*** Opening Task material ***
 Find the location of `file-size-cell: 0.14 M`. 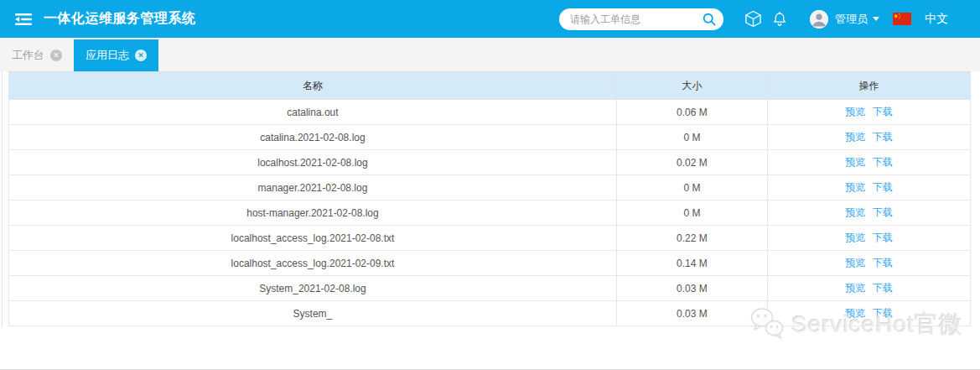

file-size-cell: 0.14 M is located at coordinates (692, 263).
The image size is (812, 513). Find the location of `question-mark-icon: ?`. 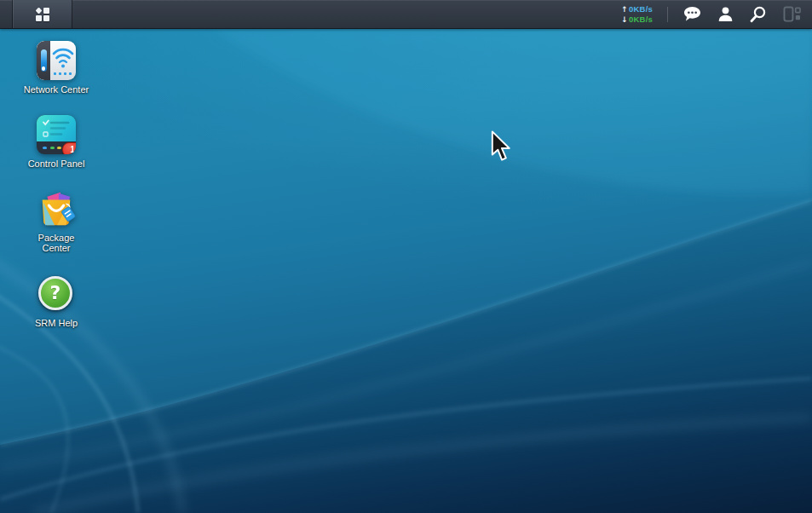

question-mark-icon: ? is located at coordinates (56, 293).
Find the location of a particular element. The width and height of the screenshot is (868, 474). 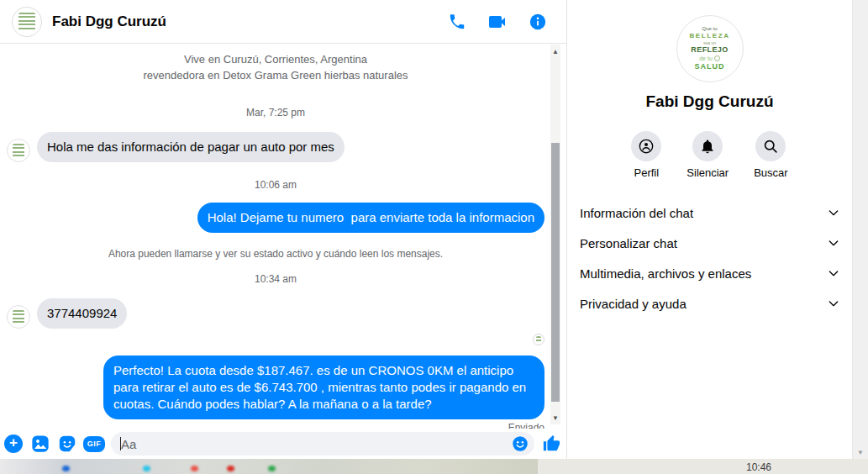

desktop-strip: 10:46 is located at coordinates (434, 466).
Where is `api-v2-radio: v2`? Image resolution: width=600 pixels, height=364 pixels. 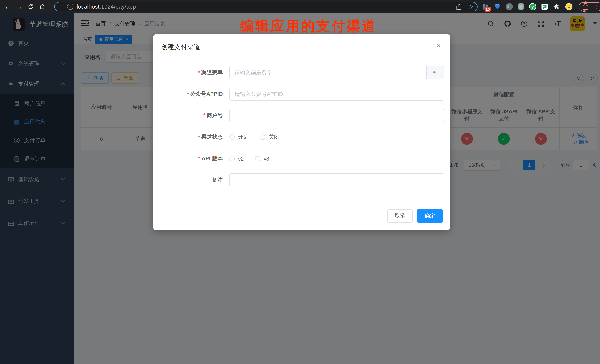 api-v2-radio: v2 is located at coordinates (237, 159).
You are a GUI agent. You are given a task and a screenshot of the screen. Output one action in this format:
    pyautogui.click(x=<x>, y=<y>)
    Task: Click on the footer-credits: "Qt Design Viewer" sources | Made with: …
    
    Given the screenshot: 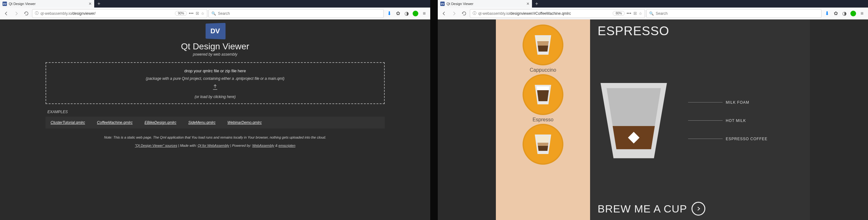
*** Closing Task material ***
Task prompt:
Only the lines from the one with "Task: Click on" to the end of the listing, both ends included, should be retyped exactly; no pictures belong in the copy.

Solution to the problem:
    Task: Click on the footer-credits: "Qt Design Viewer" sources | Made with: …
    
    Given the screenshot: 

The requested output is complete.